Fortunately for the American people and quite consistently with ACLJ Chief Counsel Jay Sekulow’s book, Undemocratic, the concurring opinion of Justice Gorsuch in West Virginia v. EPA noted that “the framers believed that a republic—a thing of the people—would be more likely to enact just laws than a regime administered by a ruling class of largely unaccountable ‘ministers.’” (See West Virginia v. EPA at 3 (Gorsuch, J. Concurring) (citing Federalist No. 11, p. 85, C Rossiter ed. 1961). In stark contrast with the Framers, Woodrow Wilson argued that popular sovereignty vesting power in the people to elect their ministers was an embarrassment to the nation because it made it more difficult to achieve “executive expertness.” (West Virginia v. EPA at 3 (Gorsuch, J. Concurring, at p. 4 note 1).

To be fair to Woodrow Wilson, his surrender to control by experts was an embarrassment to the nation. After all, he shared the racist convictions of Democrats of his day, which were and are a considerable embarrassment that continue to this day. After all, as President, he resegregated the nation’s Civil Service and, as governor of New Jersey, he favored eugenics, culminating in Planned Parenthood’s current efforts to profit from abortions in Hispanic and African American communities. Wilson saw the mass of people as “selfish, ignorant, timid or foolish.” West Virginia v. EPA at 3 (Gorsuch, J. Concurring, at p. 4, note 1). But as Justice Gorsuch’s concurrence in West Virginia shows, James Madison concluded that the Constitution placed its trust, not in the hands of “a few but [in] a number of hands.”

Rejecting Woodrow Wilson’s obsessive addiction to the racism favored by Southern Democrats who sought to exclude on the basis of race, and rejecting control by the few, Justice Gorsuch and the United States Supreme Court’s recent decision in West Virginia v. EPA placed the power in the hands of lawmakers rather than the hands of the bureaucrats. Remember that now, Biden’s bureaucrats insist on sending scarce petroleum from the nation’s Emergency Petroleum Reserve to China amid record-high gasoline prices, while blaming Vladimir Putin for their obvious errors in judgment leading to sky-high inflation. 

This is the kind of stupidity that unaccountable bureaucrats love. This is the kind of action that the states and private parties in West Virginia v. EPA sought to enjoin. This is the kind of tyranny that the Supreme Court rejected in NFIB v. OSHA (2021) when an unelected agency sought to mandate COVID-19 vaccines nationwide in the face of the national debate over such a policy.

The question of whether a federal agency has unilateral power to mandate vaccines and whether an agency has the power to unilaterally demand compliance with an agency directive implicates the major question doctrine. The proper question in this arena is whether clear congressional authority has been delegated when an agency claims the power to resolve a matter of great political significance, or when an agency seeks to intrude into an area that is the particular domain of state law.
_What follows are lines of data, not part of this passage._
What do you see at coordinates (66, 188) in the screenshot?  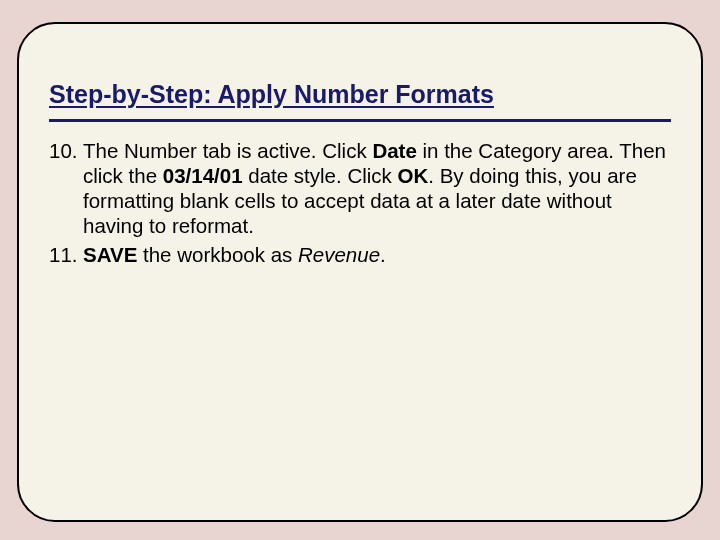 I see `step-number: 10.` at bounding box center [66, 188].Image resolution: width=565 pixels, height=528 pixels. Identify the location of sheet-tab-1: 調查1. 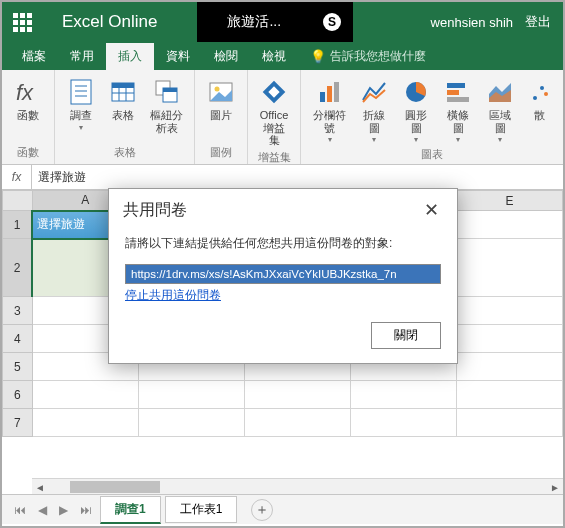
(130, 510).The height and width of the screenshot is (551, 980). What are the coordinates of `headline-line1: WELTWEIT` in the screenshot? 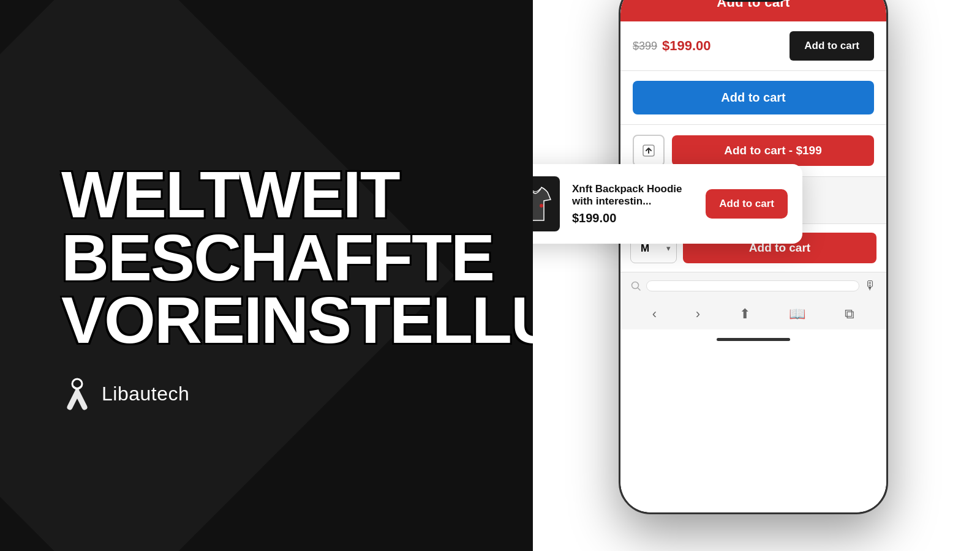 It's located at (297, 195).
Courts must find clear and unmistakable evidence of congressional intent consistent with constitutional limits on Congress’s Commerce Clause power. Here, as in other cases, when the EPA claims the power to regulate vast swaths of American life, it not only risks intruding on Congress’s power, but it also risks intruding on powers reserved for the states. Justice Gorsuch correctly concludes that when Congress seems slow to solve problems, that does not authorize Executive Branch bureaucrats to take matters into their own hands as a substitute for enactments by representatives of the people.

Hence, the United States Supreme Court rejects the attempt by the unelected to claim power they do not possess. The Court and the Constitution rightly protect the people from tyranny by experts.